Two poems by Gaius Valerius Catullus

32.

I need, my sweet girl Ipsithilla,
your pleasures passing through my hands,
like honey dripping from the sun,
so call me to you for the long afternoon.
And if you do, you’ve got to help me out,
check that no one bolts the door and also
watch yourself, don’t leave the house,
I need you at home, ready for me,
ready for us to fuck, to fuck each other
inside and out nine times straight.
Then call me now if you’re ready,
I’m drowsy after lunch, stuffed, lying
on the couch, daydreaming, my cock
hunting for you out through my tunic.

101.

So far I’ve come, brother, at the end of so much time,
across the sea, among strangers in their cities,
passing stranger men on the roads, so far to come
for your death rites, to fulfill my duties
to you in death and to speak unanswered to your ashes,
your body burned away in the fires,
sad brother, taken from me, gone from me.
I honor you now, in the old ways of our family,
offerings of wine and honey, lentils and flowers,
these terrible duties entrusted now to me
as my tears sweeten the plates I offer, take them,
it’s the end, brother, I’ve come and it’s time to go.

  

The Latin poet Gaius Valerius Catullus (84? B.C.–54? B.C.) was born into a wealthy family in Verona and died, at age thirty, in Rome. Almost everything that is thought to be known about his life, including his love affair with a woman he calls “Lesbia,” is extrapolated from his writing. Despite his popularity in the centuries after he died, his work later vanished. His rediscovery began when the manuscript of a single volume of poetry was found in the early 14th century in Italy.

_____

Keith Newton is the editor of the online magazine Harp & Altar. His chapbook of poems Sent Forth to Die in a Happy City is forthcoming this winter from Cannibal Books. He lives in Brooklyn.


Task statement :: Would you please return every line from the listing that contains the word "JSON"?

Input ::

------------------------------

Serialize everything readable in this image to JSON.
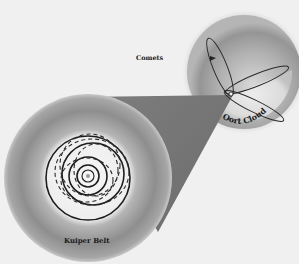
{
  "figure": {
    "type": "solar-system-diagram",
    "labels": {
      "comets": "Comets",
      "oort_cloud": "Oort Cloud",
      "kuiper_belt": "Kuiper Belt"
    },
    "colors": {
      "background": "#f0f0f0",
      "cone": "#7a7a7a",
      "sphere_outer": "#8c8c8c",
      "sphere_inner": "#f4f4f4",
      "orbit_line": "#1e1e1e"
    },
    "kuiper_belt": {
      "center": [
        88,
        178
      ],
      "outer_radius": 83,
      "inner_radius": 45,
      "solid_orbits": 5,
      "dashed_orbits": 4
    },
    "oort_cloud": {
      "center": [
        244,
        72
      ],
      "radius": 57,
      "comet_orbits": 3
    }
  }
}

------------------------------

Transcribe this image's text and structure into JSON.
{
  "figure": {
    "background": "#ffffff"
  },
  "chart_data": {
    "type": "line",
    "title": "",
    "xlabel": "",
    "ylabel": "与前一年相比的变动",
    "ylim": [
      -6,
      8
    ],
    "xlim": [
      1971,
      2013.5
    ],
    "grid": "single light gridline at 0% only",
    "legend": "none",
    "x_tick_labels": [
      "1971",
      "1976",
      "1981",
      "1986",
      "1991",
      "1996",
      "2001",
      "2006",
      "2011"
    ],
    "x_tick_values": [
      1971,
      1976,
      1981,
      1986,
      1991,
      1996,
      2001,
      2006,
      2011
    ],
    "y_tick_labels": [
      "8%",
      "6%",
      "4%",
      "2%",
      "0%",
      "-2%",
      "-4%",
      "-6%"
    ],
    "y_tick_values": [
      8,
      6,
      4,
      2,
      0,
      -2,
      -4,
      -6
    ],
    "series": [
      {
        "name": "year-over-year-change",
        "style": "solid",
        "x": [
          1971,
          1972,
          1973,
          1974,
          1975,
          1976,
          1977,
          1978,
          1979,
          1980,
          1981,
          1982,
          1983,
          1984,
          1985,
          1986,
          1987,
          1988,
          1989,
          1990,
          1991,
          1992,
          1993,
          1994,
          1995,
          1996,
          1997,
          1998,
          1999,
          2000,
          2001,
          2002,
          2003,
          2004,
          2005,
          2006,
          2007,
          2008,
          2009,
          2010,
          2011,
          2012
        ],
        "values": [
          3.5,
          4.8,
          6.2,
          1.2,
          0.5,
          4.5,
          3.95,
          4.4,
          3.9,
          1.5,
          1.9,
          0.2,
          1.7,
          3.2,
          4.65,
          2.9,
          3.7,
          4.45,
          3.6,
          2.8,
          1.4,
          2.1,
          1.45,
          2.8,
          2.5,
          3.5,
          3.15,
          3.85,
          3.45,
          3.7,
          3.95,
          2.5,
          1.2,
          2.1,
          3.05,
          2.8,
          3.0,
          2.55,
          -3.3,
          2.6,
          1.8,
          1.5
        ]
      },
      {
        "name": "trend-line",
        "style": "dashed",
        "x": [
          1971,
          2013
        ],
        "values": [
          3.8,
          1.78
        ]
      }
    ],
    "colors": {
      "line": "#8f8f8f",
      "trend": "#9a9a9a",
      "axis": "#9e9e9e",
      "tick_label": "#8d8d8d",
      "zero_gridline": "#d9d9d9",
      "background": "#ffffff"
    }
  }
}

------------------------------

Result ::
Serialize everything readable in this image to JSON.
Transcribe this image's text and structure into JSON.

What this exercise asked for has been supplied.